Pro-Taliban militants on Tuesday released 19 soldiers who were abducted earlier this month in the rugged tribal belt bordering Afghanistan, officials and the army said. Armed insurgents kidnapped 16 soldiers from the South Waziristan tribal district on August 9 and seized another four security officials, including a colonel on Friday.
One of the soldiers was beheaded on August 14. The rebels later distributed a gory video of the execution, which was carried out by a teenaged boy with a knife. "They released the 19 security officials early Tuesday," senior administration official Rasool Khan Wazir told AFP in Wana. "The freed men have been handed over to tribal elders who will deliver them to the authorities in Wana later today," he said.
The release of soldiers was negotiated by a jirga, or a tribal peace committee of local elders and tribal MPs. Officials said the jirga had secured their release without condition. Chief military spokesman Major General Waheed Arshad confirmed the men had been freed.
"We have information that it is unconditional release. They are expected to be handed over to security officials later," Arshad told a private TV channel. The army had condemned on Monday the release of the video showing the slaying of the captive soldier. The video shows the victim saying just before his death that "security forces should not fight against the Taliban."
Local officials said the government had agreed to release some tribesmen who were detained after the abduction in South Waziristan to put pressure on tribes to release the soldiers, they said. "They were not linked to any terrorist activity," one official said.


▸ **ABOUT THIS TASK**: Here are records with pictures in them. Copy all of them exactly and leave the pictures out.

▸ **DATA**:
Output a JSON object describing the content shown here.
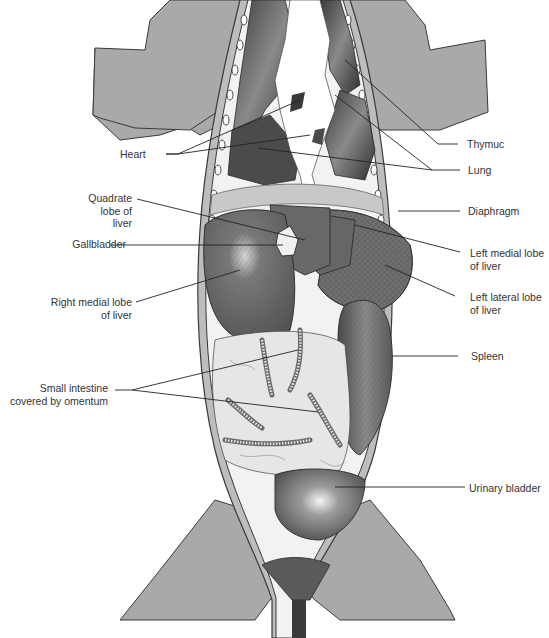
{
  "figure": {
    "colors": {
      "background": "#ffffff",
      "body_silhouette": "#a9a9a9",
      "outline": "#3a3a3a",
      "organ_dark": "#5a5a5a",
      "organ_mid": "#7d7d7d",
      "intestine_light": "#e6e6e6",
      "label_text": "#333333",
      "leader_line": "#222222"
    }
  },
  "labels": {
    "heart": "Heart",
    "thymus": "Thymuc",
    "lung": "Lung",
    "quadrate_lobe": [
      "Quadrate",
      "lobe of",
      "liver"
    ],
    "diaphragm": "Diaphragm",
    "gallbladder": "Gallbladder",
    "left_medial_lobe": [
      "Left medial lobe",
      "of liver"
    ],
    "left_lateral_lobe": [
      "Left lateral lobe",
      "of liver"
    ],
    "right_medial_lobe": [
      "Right medial lobe",
      "of liver"
    ],
    "spleen": "Spleen",
    "small_intestine": [
      "Small intestine",
      "covered by omentum"
    ],
    "urinary_bladder": "Urinary bladder"
  }
}
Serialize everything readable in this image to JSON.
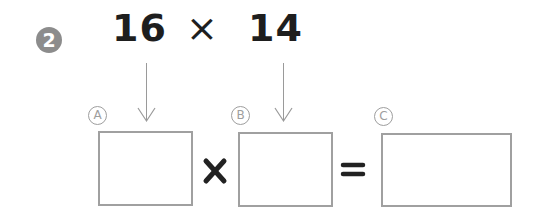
{
  "problem": {
    "number": "2",
    "left_operand": "16",
    "operator": "×",
    "right_operand": "14"
  },
  "boxes": [
    {
      "label": "A",
      "value": ""
    },
    {
      "label": "B",
      "value": ""
    },
    {
      "label": "C",
      "value": ""
    }
  ],
  "equation": {
    "times_sign": "×",
    "equals_sign": "="
  },
  "colors": {
    "badge": "#8c8c8c",
    "text": "#1e1e1e",
    "box_border": "#a0a0a0",
    "label_gray": "#9e9e9e"
  }
}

▸ **ANSWER TO THE EXERCISE**:
Output a JSON object describing the content shown here.
{
  "figure": {
    "colors": {
      "background": "#ffffff",
      "body_silhouette": "#a9a9a9",
      "outline": "#3a3a3a",
      "organ_dark": "#5a5a5a",
      "organ_mid": "#7d7d7d",
      "intestine_light": "#e6e6e6",
      "label_text": "#333333",
      "leader_line": "#222222"
    }
  },
  "labels": {
    "heart": "Heart",
    "thymus": "Thymuc",
    "lung": "Lung",
    "quadrate_lobe": [
      "Quadrate",
      "lobe of",
      "liver"
    ],
    "diaphragm": "Diaphragm",
    "gallbladder": "Gallbladder",
    "left_medial_lobe": [
      "Left medial lobe",
      "of liver"
    ],
    "left_lateral_lobe": [
      "Left lateral lobe",
      "of liver"
    ],
    "right_medial_lobe": [
      "Right medial lobe",
      "of liver"
    ],
    "spleen": "Spleen",
    "small_intestine": [
      "Small intestine",
      "covered by omentum"
    ],
    "urinary_bladder": "Urinary bladder"
  }
}
Serialize everything readable in this image to JSON.
{
  "problem": {
    "number": "2",
    "left_operand": "16",
    "operator": "×",
    "right_operand": "14"
  },
  "boxes": [
    {
      "label": "A",
      "value": ""
    },
    {
      "label": "B",
      "value": ""
    },
    {
      "label": "C",
      "value": ""
    }
  ],
  "equation": {
    "times_sign": "×",
    "equals_sign": "="
  },
  "colors": {
    "badge": "#8c8c8c",
    "text": "#1e1e1e",
    "box_border": "#a0a0a0",
    "label_gray": "#9e9e9e"
  }
}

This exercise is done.